For Foucault’s distinction between ars erotica and scientia sexualis to hold, then, Indian understandings of sex must have had nothing to do with sexual classifications. But as all the kama-shastra texts reveal—and there are plenty of them—the fabric of desire in India is woven with threads drawn from both the more liberal erotic arts and the more confining scientific temperament. To pretend otherwise seems to partake of a colonial mindset that relegates ‘the East’ to a backward moment in relation to the developed ‘West’ whose development is measured in terms of scientistic categorization. Equally, it refuses to recognize that permissiveness in matters of sex can also be accompanied by strictures against it. Certainly it is not true that ‘Eastern’ societies did not punish sexual deviance. If Foucault’s basis for distinguishing between art and science rests on the idea that science conduces to discipline while art fosters a more liberal attitude, then texts like the Manusmriti—the book of social rules as formulated by Manu—more than belong in the former camp. Manu’s text provides punishments for various forms of pre- and non-marital sexual deflowering, as well as homosexual sex. The fact that these punishments are fairly mild does not mean that the idea of discipline itself is absent from the consideration of sex.

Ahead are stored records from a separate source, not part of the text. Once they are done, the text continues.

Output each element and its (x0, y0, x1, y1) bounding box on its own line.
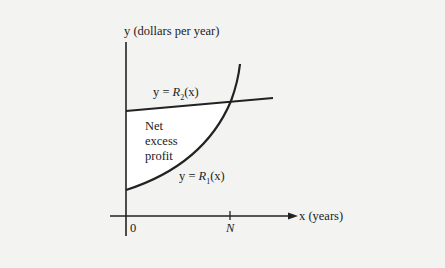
diagram-canvas (0, 0, 445, 268)
x-axis-arrow-icon (288, 213, 298, 220)
r2-line-label: y = R2(x) (153, 86, 199, 104)
r1-curve-label: y = R1(x) (179, 170, 225, 188)
x-axis-label: x (years) (299, 210, 343, 223)
region-label-line-2: excess (145, 135, 178, 148)
region-label-line-3: profit (145, 150, 173, 163)
region-label-line-1: Net (145, 120, 163, 133)
y-axis-label: y (dollars per year) (124, 25, 219, 38)
origin-label: 0 (130, 222, 136, 235)
n-tick-label: N (226, 222, 234, 235)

Foucault might be correct to suggest that India, and the Far East (and South America, and Africa, and Melanesia, and Polynesia too, for that matter) smiled more appreciatively at a multitude of desires. But it seems incorrect to argue that there is an absolute distinction between the art and science of sex or that this difference can be mapped spatially onto East and West or that it can be divided temporally into the past and the present.
For example, here is what the first chapter of the Kamasutra tells us by way of a summary of the rest of the book:
The second book, on Sex, has seventeen sections in ten chapters: sexual typology according to size, end
urance and temperament, types of love, ways of embracing, procedures of kissing, types of scratching with the nails, ways of biting, customs of women from different regions, varieties of sexual positions, unusual sexual acts, modes of slapping and the accompanying moaning, the woman playing the man’s part, a man’s sexual strokes, oral sex, the start and finish of sex, different kinds of sex, and lovers’ quarrels.
The very first of these chapters in the section on Sex is an exercise in scientific classification: ‘Sexual Typology according to Size, Endurance and Temperament’. This chapter classifies the male partner in a heterosexual act as ‘a hare, bull, or stallion, according to the size of his sexual organ’, while a woman is termed ‘a doe, mare, or elephant cow’. There are thus ‘three equal couplings’ between heterosexual partners of commensurate size, and ‘six unequal ones’ between partners of different sizes. According to Vatsyayana, there are ‘nine sorts of couplings according to size’.